I strongly believe against using Metal Halides.
I once vegged in a room with a metal halide and an hps(400ws) and the plants grew taller AND tighter closer to the HPS, the same can be noted for budding in room with mixed lighting.
if you bring up UVB, MHs emit little to no detectable UVB, theyre shielded from that because theyre intended for human use, but they can produce UVB if for isntance they get broken. Theres a certain bulb they use for UVB in large reptile enclosures, such a bulb simulates the suns UVB at 3 feet
(if you were to touch the bulb or get close to it you would be experiencing like 10x the highest uv ever recorded naturally on earth)
Sorry about my rant. I will look for the proper place to have this argument, but to answer your question, IMHO Metal halides are only of use when the odd colour of HPS lights might attract attention.
Go with a High Pressure sodium, paint the room flat white and have 40 - 80 watts per square foot of HPS lighting, and you'll be set
You're completely backwards with this... HPS are clearly rated for human use...
this is obvious in the fact that they are intended to achieve the highest LUMEN
rating. Lumens are a measurement for the Human eye and the Human eye
only.. Therefore it means nothing to a plant. HPS are basically street lamps
repackaged and labeled for Growing, notice how the orange spectrum is the same?
Metal Halides have full balanced light and are great for vegetative growth, I
use them in Flowering and have nothing but great results. They have a lower
lumen rating because the spectrum spikes which they achieve are not worth
as many Lumens as the spikes in the HPS. But like I said, the spikes in the HPS
don't mean as much to a plant as people think. Go with a 600-1000 Watt MH
with a Digital MH/HPS switchable ballast and you won't be disappointed, the good
thing is Bulbs are inexpensive and if you for some reason don't achieve good
results with the MH you can always buy an HPS and flower with that.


#### What to work on
Scan the records for "spec" and copy each line that contains it.

(Source records)
■ ■ ■
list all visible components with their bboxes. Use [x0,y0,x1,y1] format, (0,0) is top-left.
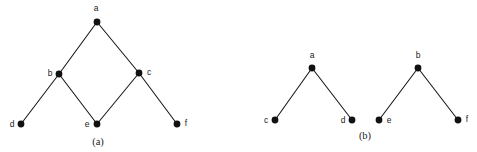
vertex-label-a: a [310,50,315,60]
figure-root: abcdef(a)abcdef(b) [0,0,477,152]
graph-vertex-a [309,65,316,72]
vertex-label-e: e [85,119,90,129]
graph-vertex-e [94,121,101,128]
graph-vertex-a [94,19,101,26]
vertex-label-a: a [94,3,99,13]
vertex-label-d: d [10,119,15,129]
graph-edge-b-e [59,74,97,124]
vertex-group: abcdef [264,50,469,125]
graph-vertex-c [136,70,143,77]
graph-figure-canvas: abcdef(a)abcdef(b) [0,0,477,152]
vertex-label-c: c [264,115,269,125]
graph-vertex-c [272,117,279,124]
edge-group [275,68,458,120]
graph-vertex-e [376,117,383,124]
vertex-label-d: d [341,115,346,125]
graph-edge-a-c [275,68,312,120]
graph-edge-c-e [97,73,139,124]
vertex-label-b: b [416,50,421,60]
graph-vertex-b [415,65,422,72]
panel-caption-panel-a: (a) [92,136,104,148]
graph-edge-a-d [312,68,352,120]
graph-edge-b-f [418,68,458,120]
edge-group [21,22,177,124]
vertex-label-b: b [48,68,53,78]
graph-vertex-d [349,117,356,124]
vertex-label-f: f [185,118,188,128]
graph-vertex-f [455,117,462,124]
vertex-group: abcdef [10,3,188,129]
vertex-label-f: f [466,114,469,124]
graph-edge-b-d [21,74,59,124]
panel-b: abcdef(b) [264,50,469,142]
graph-edge-c-f [139,73,177,124]
graph-vertex-b [56,71,63,78]
graph-edge-a-c [97,22,139,73]
graph-edge-b-e [379,68,418,120]
vertex-label-e: e [387,115,392,125]
graph-vertex-d [18,121,25,128]
panel-a: abcdef(a) [10,3,188,148]
panel-caption-panel-b: (b) [359,130,372,142]
graph-edge-a-b [59,22,97,74]
vertex-label-c: c [147,67,152,77]
graph-vertex-f [174,121,181,128]
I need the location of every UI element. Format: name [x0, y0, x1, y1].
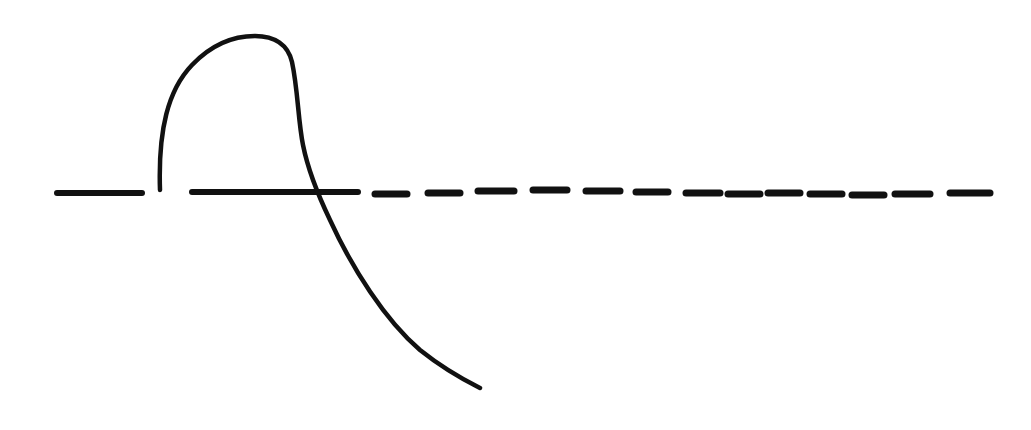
curve-stroke	[160, 36, 480, 388]
sketch-canvas	[0, 0, 1031, 430]
dashed-baseline	[57, 190, 990, 195]
sketch-drawing	[0, 0, 1031, 430]
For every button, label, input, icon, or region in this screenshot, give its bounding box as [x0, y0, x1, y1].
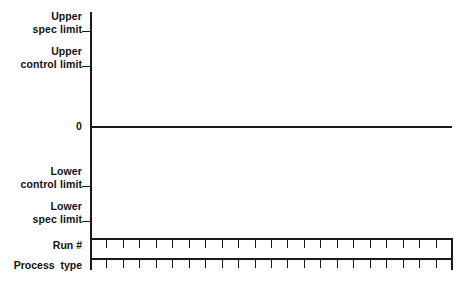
table-cell-divider [205, 259, 206, 268]
control-chart-template: Upper spec limit Upper control limit 0 L… [0, 0, 463, 282]
table-cell-divider [139, 239, 140, 248]
table-cell-divider [403, 259, 404, 268]
table-row-label-run: Run # [0, 239, 82, 251]
axis-label-upper-control-limit: Upper control limit [0, 45, 82, 70]
table-cell-divider [370, 239, 371, 248]
table-cell-divider [156, 259, 157, 268]
table-cell-divider [172, 259, 173, 268]
table-cell-divider [139, 259, 140, 268]
table-cell-divider [320, 259, 321, 268]
axis-label-lower-spec-limit: Lower spec limit [0, 200, 82, 225]
table-cell-divider [156, 239, 157, 248]
axis-label-upper-spec-limit: Upper spec limit [0, 10, 82, 35]
table-cell-divider [386, 239, 387, 248]
table-cell-divider [304, 259, 305, 268]
table-cell-divider [123, 259, 124, 268]
table-cell-divider [419, 239, 420, 248]
axis-label-zero: 0 [0, 120, 82, 133]
table-cell-divider [255, 239, 256, 248]
table-cell-divider [123, 239, 124, 248]
table-cell-divider [304, 239, 305, 248]
table-cell-divider [106, 259, 107, 268]
table-cell-divider [238, 239, 239, 248]
table-cell-divider [271, 259, 272, 268]
axis-tick-upper-spec-limit [82, 31, 91, 32]
table-cell-divider [386, 259, 387, 268]
table-cell-divider [320, 239, 321, 248]
table-cell-divider [287, 239, 288, 248]
table-cell-divider [403, 239, 404, 248]
table-cell-divider [436, 259, 437, 268]
table-right-edge [451, 238, 453, 270]
table-cell-divider [370, 259, 371, 268]
table-cell-divider [337, 239, 338, 248]
axis-tick-upper-control-limit [82, 66, 91, 67]
table-cell-divider [189, 239, 190, 248]
table-cell-divider [172, 239, 173, 248]
table-cell-divider [222, 239, 223, 248]
table-cell-divider [255, 259, 256, 268]
table-cell-divider [106, 239, 107, 248]
table-cell-divider [222, 259, 223, 268]
table-cell-divider [337, 259, 338, 268]
table-cell-divider [271, 239, 272, 248]
table-cell-divider [189, 259, 190, 268]
table-cell-divider [238, 259, 239, 268]
table-cell-divider [287, 259, 288, 268]
axis-label-lower-control-limit: Lower control limit [0, 165, 82, 190]
table-row-label-process-type: Process type [0, 259, 82, 271]
y-axis-line [90, 12, 92, 270]
table-cell-divider [205, 239, 206, 248]
table-cell-divider [353, 259, 354, 268]
axis-tick-lower-control-limit [82, 186, 91, 187]
axis-tick-lower-spec-limit [82, 221, 91, 222]
table-cell-divider [353, 239, 354, 248]
table-cell-divider [436, 239, 437, 248]
zero-centerline [90, 126, 452, 128]
table-cell-divider [419, 259, 420, 268]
■ ■ ■
#### Result for this exercise
control-chart-template: Upper spec limit Upper control limit 0 L… [0, 0, 463, 282]
axis-label-lower-spec-limit: Lower spec limit [0, 200, 82, 225]
axis-label-upper-spec-limit: Upper spec limit [0, 10, 82, 35]
axis-tick-upper-spec-limit [82, 31, 91, 32]
axis-tick-lower-spec-limit [82, 221, 91, 222]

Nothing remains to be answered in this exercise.